Fady Hussam traveled south from Gaza City to Deir al-Balah with his wife and two small children. His wife’s uncle lives there. They want to stay close to the border crossing in case an opportunity to leave the country arises. There were currently 19 men, 21 women and 18 children in the multi-story home with five apartments, Hussam said. They stood in lines hundreds of meters long for bread. If it is bombed, it will disappear for a short time. “But two minutes later people are queuing again. It has become routine.”
Hussam’s relatives are disappointed with the German state
When asked, the Foreign Ministry only briefly stated that it was “working intensively” to enable German citizens to leave Gaza. A low three-digit number of German citizens are currently registered in Gaza on their crisis preparedness list.
Samer Hussam, a brother of Fady who also lives in Germany, feels abandoned by the German state. «I had the feeling on the phone that my brother wanted to cry. I am powerless just like him. We both have a German passport, but that is not of much use to us,” he says on the phone. He had to call in sick to work. Sometimes he stays in front of the television until six in the morning to reach family and friends “I grew up with war, but this is different.”

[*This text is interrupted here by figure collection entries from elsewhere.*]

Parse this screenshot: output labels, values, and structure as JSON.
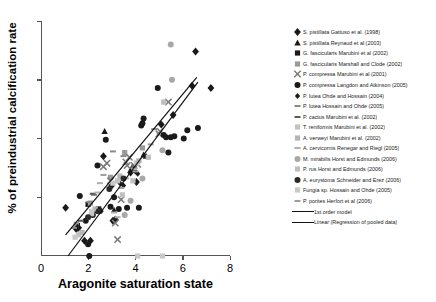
{
  "chart_data": {
    "type": "scatter",
    "title": "",
    "xlabel": "Aragonite saturation state",
    "ylabel": "% of preindustrial calcification rate",
    "xlim": [
      0,
      8
    ],
    "ylim": [
      0,
      200
    ],
    "xticks": [
      0,
      2,
      4,
      6,
      8
    ],
    "yticks": [
      0,
      50,
      100,
      150,
      200
    ],
    "grid": false,
    "legend_position": "right",
    "series": [
      {
        "name": "S. pistillata Gattuso et al. (1998)",
        "marker": "diamond",
        "color": "#1a1a1a",
        "points": [
          [
            1.0,
            41
          ],
          [
            1.45,
            23
          ],
          [
            1.55,
            24
          ],
          [
            1.8,
            13
          ],
          [
            2.05,
            13
          ],
          [
            2.3,
            39
          ],
          [
            2.45,
            39
          ],
          [
            2.6,
            85
          ],
          [
            2.95,
            60
          ],
          [
            3.0,
            30
          ],
          [
            3.1,
            31
          ],
          [
            3.75,
            71
          ],
          [
            3.8,
            73
          ],
          [
            4.0,
            63
          ],
          [
            5.05,
            112
          ],
          [
            5.55,
            120
          ],
          [
            6.35,
            145
          ],
          [
            7.15,
            143
          ],
          [
            6.5,
            174
          ]
        ]
      },
      {
        "name": "S. pistillata Reynaud et al (2003)",
        "marker": "triangle",
        "color": "#1a1a1a",
        "points": [
          [
            2.65,
            106
          ],
          [
            3.05,
            39
          ],
          [
            4.3,
            86
          ],
          [
            4.4,
            85
          ]
        ]
      },
      {
        "name": "G. fascicularis Marubini et al (2002)",
        "marker": "square",
        "color": "#1a1a1a",
        "points": [
          [
            1.5,
            26
          ],
          [
            1.95,
            44
          ],
          [
            2.4,
            40
          ],
          [
            3.85,
            74
          ]
        ]
      },
      {
        "name": "G. fascicularis Marshall and Clode (2002)",
        "marker": "square",
        "color": "#9a9a9a",
        "points": [
          [
            1.45,
            27
          ],
          [
            2.05,
            45
          ],
          [
            2.9,
            67
          ],
          [
            3.5,
            88
          ],
          [
            4.25,
            92
          ]
        ]
      },
      {
        "name": "P. compressa Marubini et al (2001)",
        "marker": "x",
        "color": "#7a7a7a",
        "points": [
          [
            2.6,
            76
          ],
          [
            2.75,
            79
          ],
          [
            2.9,
            64
          ],
          [
            3.1,
            28
          ],
          [
            3.2,
            14
          ],
          [
            3.35,
            48
          ],
          [
            3.55,
            80
          ],
          [
            3.6,
            77
          ],
          [
            3.7,
            84
          ],
          [
            3.9,
            77
          ],
          [
            4.05,
            78
          ],
          [
            4.95,
            104
          ],
          [
            5.0,
            106
          ],
          [
            5.35,
            131
          ]
        ]
      },
      {
        "name": "P. compressa Langdon and Atkinson (2005)",
        "marker": "circle",
        "color": "#1a1a1a",
        "points": [
          [
            1.6,
            51
          ],
          [
            1.85,
            30
          ],
          [
            1.95,
            10
          ],
          [
            2.0,
            0
          ],
          [
            2.15,
            35
          ],
          [
            2.35,
            77
          ],
          [
            2.7,
            99
          ],
          [
            2.9,
            42
          ],
          [
            3.05,
            50
          ],
          [
            3.25,
            40
          ],
          [
            3.6,
            41
          ],
          [
            4.1,
            41
          ],
          [
            4.2,
            111
          ],
          [
            4.25,
            113
          ],
          [
            4.3,
            117
          ],
          [
            4.9,
            143
          ],
          [
            5.15,
            103
          ],
          [
            5.25,
            101
          ],
          [
            5.35,
            88
          ],
          [
            5.45,
            101
          ],
          [
            5.6,
            102
          ],
          [
            6.0,
            100
          ],
          [
            6.15,
            107
          ],
          [
            6.6,
            109
          ]
        ]
      },
      {
        "name": "P. lutea Ohde and Hossain (2004)",
        "marker": "diamond-small",
        "color": "#1a1a1a",
        "points": [
          [
            1.5,
            25
          ],
          [
            2.25,
            39
          ],
          [
            2.5,
            38
          ],
          [
            3.3,
            62
          ],
          [
            3.45,
            60
          ],
          [
            3.95,
            72
          ],
          [
            4.05,
            70
          ]
        ]
      },
      {
        "name": "P. lutea Hossain and Ohde (2005)",
        "marker": "dash",
        "color": "#8a8a8a",
        "points": [
          [
            1.35,
            24
          ],
          [
            2.0,
            46
          ],
          [
            2.2,
            52
          ],
          [
            3.0,
            89
          ],
          [
            3.45,
            85
          ],
          [
            4.75,
            108
          ]
        ]
      },
      {
        "name": "P. cactus Marubini et al. (2002)",
        "marker": "dash",
        "color": "#5a5a5a",
        "points": [
          [
            1.65,
            30
          ],
          [
            2.15,
            53
          ],
          [
            3.15,
            63
          ],
          [
            3.9,
            77
          ]
        ]
      },
      {
        "name": "T. reniformis Marubini et al. (2002)",
        "marker": "square-light",
        "color": "#c2c2c2",
        "points": [
          [
            1.55,
            18
          ],
          [
            2.1,
            36
          ],
          [
            3.2,
            64
          ],
          [
            4.0,
            79
          ]
        ]
      },
      {
        "name": "A. verweyi Marubini et al. (2002)",
        "marker": "square-light",
        "color": "#b5b5b5",
        "points": [
          [
            1.7,
            20
          ],
          [
            2.25,
            40
          ],
          [
            3.3,
            68
          ],
          [
            4.1,
            81
          ]
        ]
      },
      {
        "name": "A. cervicornis Renegar and Riegl (2005)",
        "marker": "dash-light",
        "color": "#b0b0b0",
        "points": [
          [
            2.35,
            54
          ],
          [
            2.45,
            62
          ],
          [
            3.05,
            37
          ],
          [
            3.2,
            33
          ],
          [
            3.55,
            66
          ],
          [
            3.9,
            74
          ]
        ]
      },
      {
        "name": "M. mirabilis Horst and Edmunds (2006)",
        "marker": "circle-light",
        "color": "#a8a8a8",
        "points": [
          [
            3.5,
            35
          ],
          [
            3.75,
            47
          ],
          [
            4.25,
            66
          ],
          [
            5.1,
            90
          ],
          [
            5.45,
            180
          ],
          [
            5.5,
            150
          ]
        ]
      },
      {
        "name": "P. rus Horst and Edmunds (2006)",
        "marker": "square-light",
        "color": "#bfbfbf",
        "points": [
          [
            3.4,
            52
          ],
          [
            3.85,
            64
          ],
          [
            4.5,
            84
          ],
          [
            5.15,
            131
          ]
        ]
      },
      {
        "name": "A. eurystoma Schneider and Erez (2006)",
        "marker": "circle",
        "color": "#2a2a2a",
        "points": [
          [
            1.95,
            33
          ],
          [
            2.4,
            38
          ],
          [
            2.85,
            57
          ],
          [
            3.45,
            66
          ]
        ]
      },
      {
        "name": "Fungia sp. Hossain and Ohde (2005)",
        "marker": "square-light",
        "color": "#c8c8c8",
        "points": [
          [
            1.4,
            16
          ],
          [
            2.1,
            38
          ],
          [
            3.0,
            62
          ],
          [
            4.05,
            0
          ],
          [
            5.1,
            0
          ]
        ]
      },
      {
        "name": "P. porites Herfort et al (2006)",
        "marker": "dash",
        "color": "#9e9e9e",
        "points": [
          [
            2.6,
            69
          ],
          [
            3.35,
            58
          ],
          [
            3.95,
            72
          ],
          [
            4.6,
            95
          ]
        ]
      }
    ],
    "trend_lines": [
      {
        "name": "1st order model",
        "color": "#111111",
        "x": [
          1.0,
          6.55
        ],
        "y": [
          18,
          152
        ]
      },
      {
        "name": "Linear (Regression of pooled data)",
        "color": "#111111",
        "x": [
          1.1,
          6.6
        ],
        "y": [
          0,
          148
        ]
      }
    ]
  },
  "axes": {
    "ylabel": "% of preindustrial calcification rate",
    "xlabel": "Aragonite saturation state",
    "yticks": [
      "200",
      "150",
      "100",
      "50",
      "0"
    ],
    "xticks": [
      "0",
      "2",
      "4",
      "6",
      "8"
    ]
  },
  "legend": {
    "entries": [
      {
        "label": "S. pistillata Gattuso et al. (1998)",
        "marker": "diamond",
        "color": "#1a1a1a"
      },
      {
        "label": "S. pistillata Reynaud et al (2003)",
        "marker": "triangle",
        "color": "#1a1a1a"
      },
      {
        "label": "G. fascicularis Marubini et al (2002)",
        "marker": "square",
        "color": "#1a1a1a"
      },
      {
        "label": "G. fascicularis Marshall and Clode (2002)",
        "marker": "square",
        "color": "#9a9a9a"
      },
      {
        "label": "P. compressa Marubini et al (2001)",
        "marker": "x",
        "color": "#7a7a7a"
      },
      {
        "label": "P. compressa Langdon and Atkinson (2005)",
        "marker": "circle",
        "color": "#1a1a1a"
      },
      {
        "label": "P. lutea Ohde and Hossain (2004)",
        "marker": "diamond-small",
        "color": "#1a1a1a"
      },
      {
        "label": "P. lutea Hossain and Ohde (2005)",
        "marker": "dash",
        "color": "#8a8a8a"
      },
      {
        "label": "P. cactus Marubini et al. (2002)",
        "marker": "dash",
        "color": "#5a5a5a"
      },
      {
        "label": "T. reniformis Marubini et al. (2002)",
        "marker": "square-light",
        "color": "#c2c2c2"
      },
      {
        "label": "A. verweyi Marubini et al. (2002)",
        "marker": "square-light",
        "color": "#b5b5b5"
      },
      {
        "label": "A. cervicornis Renegar and Riegl (2005)",
        "marker": "dash-light",
        "color": "#b0b0b0"
      },
      {
        "label": "M. mirabilis Horst and Edmunds (2006)",
        "marker": "circle-light",
        "color": "#a8a8a8"
      },
      {
        "label": "P. rus Horst and Edmunds (2006)",
        "marker": "square-light",
        "color": "#bfbfbf"
      },
      {
        "label": "A. eurystoma Schneider and Erez (2006)",
        "marker": "circle",
        "color": "#2a2a2a"
      },
      {
        "label": "Fungia sp. Hossain and Ohde (2005)",
        "marker": "square-light",
        "color": "#c8c8c8"
      },
      {
        "label": "P. porites Herfort et al (2006)",
        "marker": "dash",
        "color": "#9e9e9e"
      }
    ],
    "line_entries": [
      {
        "label": "1st order model",
        "color": "#111111"
      },
      {
        "label": "Linear (Regression of pooled data)",
        "color": "#111111"
      }
    ]
  }
}
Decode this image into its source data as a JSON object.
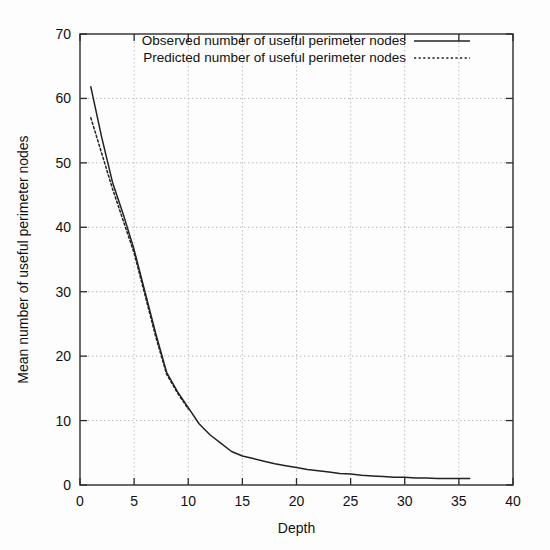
{
  "chart_data": {
    "type": "line",
    "title": "",
    "subtitle": "",
    "xlabel": "Depth",
    "ylabel": "Mean number of useful perimeter nodes",
    "xlim": [
      0,
      40
    ],
    "ylim": [
      0,
      70
    ],
    "xticks": [
      0,
      5,
      10,
      15,
      20,
      25,
      30,
      35,
      40
    ],
    "xtick_labels": [
      "0",
      "5",
      "10",
      "15",
      "20",
      "25",
      "30",
      "35",
      "40"
    ],
    "yticks": [
      0,
      10,
      20,
      30,
      40,
      50,
      60,
      70
    ],
    "ytick_labels": [
      "0",
      "10",
      "20",
      "30",
      "40",
      "50",
      "60",
      "70"
    ],
    "grid": true,
    "grid_style": "dotted",
    "legend_position": "top-center-inside",
    "legend_border": false,
    "series": [
      {
        "name": "Observed number of useful perimeter nodes",
        "style": "solid",
        "color": "#222222",
        "x": [
          1,
          2,
          3,
          4,
          5,
          6,
          7,
          8,
          9,
          10,
          11,
          12,
          13,
          14,
          15,
          16,
          17,
          18,
          19,
          20,
          21,
          22,
          23,
          24,
          25,
          26,
          27,
          28,
          29,
          30,
          31,
          32,
          33,
          34,
          35,
          36
        ],
        "values": [
          61.8,
          54.0,
          47.0,
          42.0,
          36.5,
          30.0,
          23.5,
          17.5,
          14.5,
          12.0,
          9.5,
          7.8,
          6.5,
          5.2,
          4.5,
          4.1,
          3.7,
          3.3,
          3.0,
          2.7,
          2.4,
          2.2,
          2.0,
          1.8,
          1.7,
          1.5,
          1.4,
          1.3,
          1.2,
          1.2,
          1.1,
          1.1,
          1.0,
          1.0,
          1.0,
          1.0
        ]
      },
      {
        "name": "Predicted number of useful perimeter nodes",
        "style": "dotted",
        "color": "#222222",
        "x": [
          1,
          2,
          3,
          4,
          5,
          6,
          7,
          8,
          9,
          10
        ],
        "values": [
          57.0,
          51.5,
          46.0,
          41.0,
          36.0,
          29.5,
          23.0,
          17.2,
          14.3,
          11.8
        ]
      }
    ],
    "colors": {
      "axis": "#2b2b2b",
      "grid": "#a8a8a8",
      "series": "#222222",
      "background": "#fdfdfd"
    }
  }
}
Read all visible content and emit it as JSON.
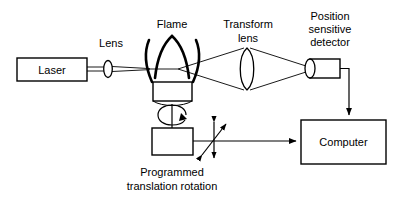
{
  "figure": {
    "type": "optical-schematic",
    "background_color": "#ffffff",
    "line_color": "#000000"
  },
  "labels": {
    "laser": "Laser",
    "lens": "Lens",
    "flame": "Flame",
    "transform_lens_line1": "Transform",
    "transform_lens_line2": "lens",
    "detector_line1": "Position",
    "detector_line2": "sensitive",
    "detector_line3": "detector",
    "computer": "Computer",
    "stage_line1": "Programmed",
    "stage_line2": "translation rotation"
  },
  "components": [
    {
      "name": "laser-source",
      "label": "Laser",
      "shape": "rectangle"
    },
    {
      "name": "collimating-lens",
      "label": "Lens",
      "shape": "ellipse"
    },
    {
      "name": "flame",
      "label": "Flame",
      "shape": "flame-arcs"
    },
    {
      "name": "burner-head",
      "label": "",
      "shape": "rectangle"
    },
    {
      "name": "transform-lens",
      "label": "Transform lens",
      "shape": "biconvex-lens"
    },
    {
      "name": "position-sensitive-detector",
      "label": "Position sensitive detector",
      "shape": "cylinder"
    },
    {
      "name": "translation-stage",
      "label": "Programmed translation rotation",
      "shape": "rectangle"
    },
    {
      "name": "computer",
      "label": "Computer",
      "shape": "rectangle"
    }
  ],
  "connections": [
    {
      "name": "beam-path",
      "from": "laser-source",
      "to": "position-sensitive-detector",
      "style": "optical-ray"
    },
    {
      "name": "detector-to-computer",
      "from": "position-sensitive-detector",
      "to": "computer",
      "style": "arrow"
    },
    {
      "name": "stage-to-computer",
      "from": "translation-stage",
      "to": "computer",
      "style": "arrow"
    }
  ],
  "motion_indicators": [
    {
      "name": "rotation-arrow",
      "kind": "rotation",
      "target": "burner-head"
    },
    {
      "name": "translation-arrows",
      "kind": "translation",
      "target": "translation-stage"
    }
  ]
}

On Wednesday morning, people left the Gaza Strip for the first time. 90 seriously injured Palestinians were taken to Egypt via the Rafah border crossing. According to Egyptian authorities, 500 foreigners and Palestinians with second passports, including German nationals working for international NGOs, followed in the afternoon. However, on the same day, Hussam received this message from the Foreign Ministry’s liaison office in Ramallah: “It is not yet possible today for German citizens to leave the country via Rafah. Please stay in a safe place.”
But nowhere in the Gaza Strip is safe, says ex-wife Nasser. There are no cellars or hiding places. She is concerned about Hussam’s wife, who is not yet a German citizen and only has Palestinian papers. “It doesn’t matter, the important thing is that the kids come out,” she replied. Nasser has tears in her eyes when she talks about it.

She also worries about her own children. “They have war in their DNA,” says Nasser. She fears that they will both grow up with great anger despite all the injustice. Because – no matter how hard her ex-husband tries – they know exactly what is going on. At the same time, they wanted to believe what their father said. That everything is going well. ‘Your father is so stubborn. If there is a soldier in front of him, believe me, he will simply persuade him to let him through,” Nasser told them.
Her ex-husband writes a message on Friday morning. The names of the four are finally on a list to leave Egypt. At first she doesn’t know whether they are already on their way to the border crossing at Rafah. The internet has disappeared. It wasn’t until the evening that the short, relieving news came: they got out.
This article first appeared on Zeit Online. Watson may have changed the headings and subheadings. Click here for the original.
Soource :Watson

I am Amelia James, a passionate journalist with a deep-rooted interest in current affairs. I have more than five years of experience in the media industry, working both as an author and editor for 24 Instant News. My main focus lies in international news, particularly regional conflicts and political issues around the world.